How will we know either fiber to the home or 5G has been successful? As with anything else, what one hoped to achieve matters. As always, there are many possible answers: minimum case and best case.
For policymakers, either FTTH or 5G policy succeeds once the networks are built. Even for service providers, FTTH and 5G succeed if they enable fixed and mobile network operators to remain in business: they are competitive with other service providers, for example.
Policymakers can claim victory if the networks are built. Nothing else really has to happen.
Service providers win if they are not driven out of business; if they maintain or slightly increase revenues; if they maintain profitability.
Infrastructure providers win as they are able to fuel sales for one more generation of networks. App providers win as the new networks help create more room for feature and performance advantages.
Consumers win if their experience includes lower latency and high speeds, for about the same price as the older platforms supplied.
There are likely to be some new use cases and revenues, to be sure. But none of those use cases will match the importance of the "minimum" outcomes outlined above.
One must ask what the “real value” is from several vantage points. Most fundamentally, mobile operators need more capacity to keep up with growing customer data consumption, only some of which can be satisfied by the other traditional mechanisms of creating smaller cells, using better radios, offloading traffic and shaping demand.

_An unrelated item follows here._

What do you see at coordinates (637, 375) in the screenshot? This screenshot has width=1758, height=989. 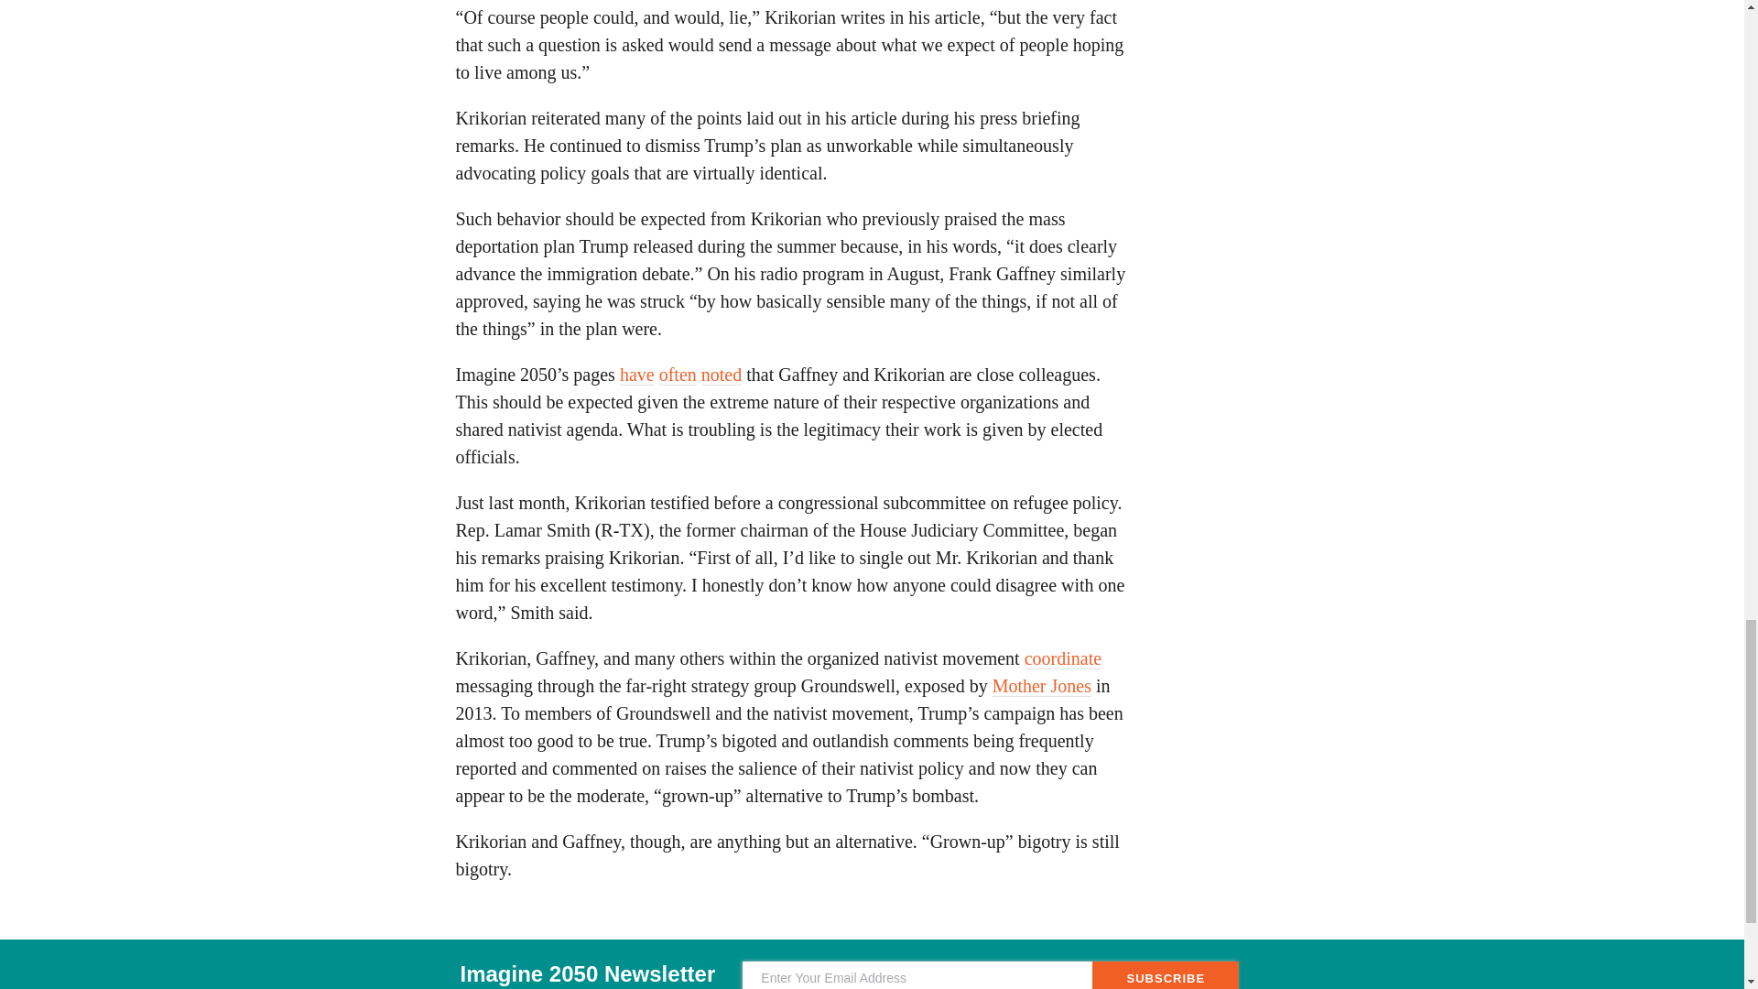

From a mobile operator’s perspective, 5G arguably succeeds if it simply allows operators to keep pace with end user data demand, while operating with higher cost-per-bit efficiency.
In other words, 5G succeeds if it allows mobile operators to supply more data at about the same retail price. Some might complain about the need to keep reinvesting, but that is foundational to the business.
About every decade, we have found, a new block of spectrum is required and a new network has to be built.
In part, that is because of saturation of the available capacity on the existing networks and in part because technology advances typically provide an order of magnitude improvement in capacity and latency performance with every next-generation network.
All that helps mobile operators maintain or improve their core businesses in terms of revenue, profit margins, equity prices and market share. Fundamentally, 5G is about “keeping your business.”
Of course, there are other ways to look at outcomes. How do mobile operators and others in the untethered ecosystem convince regulators to release additional spectrum? Economic growth; protection of supply chains; support for domestic industries; consumer and business benefits; educational and social benefits and jobs are outcomes governments want, so mobile operators almost have to argue that 5G supports such outcomes.
Perhaps looking at 4G will help with the assessment. Questions about payback were relatively frequently expressed early in the global rollout of 4G mobile networks, even as proponents emphasized possible new applications.
Capacity and lower cost per bit always seem to be among the key values of any next-generation mobile network, even if such platforms are pitched as “new application” drivers. The reasons are fairly pedestrian.
To convince regulators to allocate significant new spectrum, mobile advocates must emphasize all the potential benefits for economic growth, national security, innovation leadership and so forth.
It simply does not sell well to argue “you need to give us more spectrum so our business models remain intact” or “so we can lower our cost per bit.”
Nor should we discount the eventual emergence of new apps and use cases made possible because of lower latency and faster speeds.
But we do not need 5G to do anything more than sustain the existing mobile business model to claim success. All that other hype about new apps is simply the best argument mobile operators have for convincing regulators to release more spectrum.
Infrastructure suppliers, likewise, have every incentive to convince mobile service providers that they are in danger of falling behind, or missing out on revenue growth, if they do not upgrade.
In such circumstances, we can simply assume that 5G succeeds if mobile operators still have a positive business case. Everything else is nice, but not essential in the short term.